Female Stegodyphus lineatus spiders spin loosely woven webs “like a ping-pong net,” says Mor Salomon of the Israel Cohen Institute for Biological Control in Yehud-Monosson, Israel.  She finds the webs in shrubbery along dry river beds in the Negev Desert. Protected inside a spider-size cave spun at one end of the web, a female creates what looks like a tiny silk hockey puck filled with 70 to 80 yellowish eggs.

When spiderlings hatch, they’re trapped in the puck. Mom pierces the protective silk to free them — and then she stops eating for the rest of her life. For the next two weeks or so, she feeds the dozens of young by regurgitating a transparent liquid. This slurry mixes what’s left of her last meals plus some of her own guts.

The mother’s midgut had already started breaking down while she guarded the eggs, Salomon and her colleagues report in the April Journal of Arachnology. And by the time the pale youngsters hatch, liquefied gut suitable for baby mouthparts is building up in her abdomen. 

As liquid wells out on mom’s face, spiderlings jostle for position, swarming over her head like a face mask of caramel-colored beads. This will be her sole brood of hatchlings, and she regurgitates 41 percent of her body mass to feed her spiderlings.

But her young take even more,possibly at her invitation. “She makes no attempt to escape,” Salomon says. Spiderlings pierce her abdomen with their mouthparts and over the course of several hours drain her innards.

At the beginning of the feeding, Salomon says, “if you touch a leg, she will pull it back. She’s definitely alive.” By the end, of course, she’s not. And she has contributed all but 4 percent of her body mass to offspring feeding. The liquefaction process that makes this possible proceeds in an orderly way, dissolving organs as they become expendable. One organ that remains till the end is mom’s heart.

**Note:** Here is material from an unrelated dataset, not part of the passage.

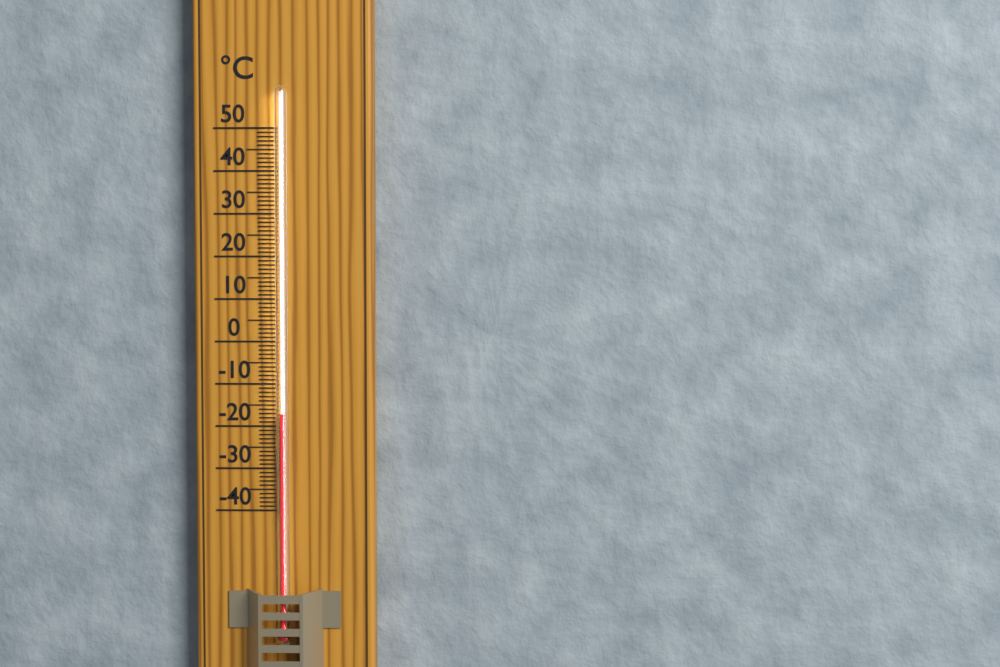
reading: -17 °C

The sticky, loose netting of a web spun by a female S. lineatus spider leads to her elongated, more tightly woven nest (center). Hanging in the web are husks of insects left over from her previous meals. M. Salomon
Spiderlings plump as beads jostle for position to feed on clear fluid (a regurgitated mix of past meals and liquefying maternal tissue) welling out of mom’s mouthparts. M. Salomon
Not much will be left of mom after spiderlings finish this final meal sucking her liquefied innards out. What triggers matriphagy in S. lineatus spiders isn’t clear, but in related species, mothers and offspring send web vibrations that apparently determine the start of the dinner. M. Salomon and Trine Bilde

Susan Milius is the life sciences writer, covering organismal biology and evolution, and has a special passion for plants, fungi and invertebrates. She studied biology and English literature.